President Joe Biden addresses the U.N. General Assembly Wednesday.

President Joe Biden addresses the U.N. General Assembly Wednesday. Credit: AFP via Getty Images/Timothy A. Clary

President Joe Biden’s remarks before the U.N. Wednesday regarding Russia’s seven-month Ukraine siege conveyed the right moral message.

Bluntly and accurately, Biden stated: “A permanent member of the U.N. Security Council invaded its neighbor, attempted to erase a sovereign state from the map. Russia has shamelessly violated the core tenets of the U.N. charter." 

Atrocities against Ukrainians “should make your blood run cold," the president said. He correctly pointed the finger at the Kremlin for food shortages in some nations due to the war and he pledged $2.9 billion worth of aid in response. Biden rebuffed sham “referendums” in parts of eastern Ukraine gripped by the invaders. He encouraged more defense aid from U.S. allies and said: “We will stand in solidarity against Russia’s aggression, period.”

Across Europe, which suffers economically from Moscow’s mistake, a visible consensus remains that the Vladimir Putin regime launched this unprovoked war with no acceptable justification and keeps escalating it. Even committed pacifists in long-neutral Switzerland are reportedly divided over whether arms aid for Ukraine's defense and economic sanctions against Russia should be resisted.

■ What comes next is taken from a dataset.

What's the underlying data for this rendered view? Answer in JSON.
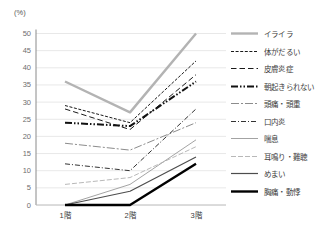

There is no productive way to shrug and balance “both-sides” of this conflict.

In the U.S., Russia's aggression — punctuated by reports of a missile strike near a nuclear plant — seems to have quieted the voices of some Republicans who in recent years expressed a cynical dissident admiration for Putin. Now there is broad, bipartisan sympathy for Ukraine’s resistance. Healthy latitude is given to the positions and appeals of the elected Ukrainian president, Volodymyr Zelenskyy.

Given this scenario, along with recent Russian battlefield setbacks, it would be tempting to believe military "momentum" is heading the right way and thus indefinitely postpone all thought of a negotiated cease fire. But nobody knows in the moment how any war is going to go, or spread, or whom will be killed, or what will happen to throngs of refugees it produces. Do diplomats and analysts see a way out? Or must arms supplies, military operations, the isolation of Russia, and a hideous civilian attrition be left to run their unknowable course?

Concessions to pariah Putin would be premature. But the proper autonomy and fate of the places where Russia may have some uncoerced support from the populace need to be sorted out. Borders are problematic in a region where for centuries, holders of hard power manipulated the lines.

Does the long-term role of NATO shift in light of events? It would help if we knew what those at the Kremlin expect to achieve.

War is chaos. Vague and elusive as the politics may seem, a time will come to talk about resolution strategies. Best for the U.S. and the U.N. to start early, however generally, feeling out the terms on which the war can or will end.

MEMBERS OF THE EDITORIAL BOARD are experienced journalists who offer reasoned opinions, based on facts, to encourage informed debate about the issues facing our community.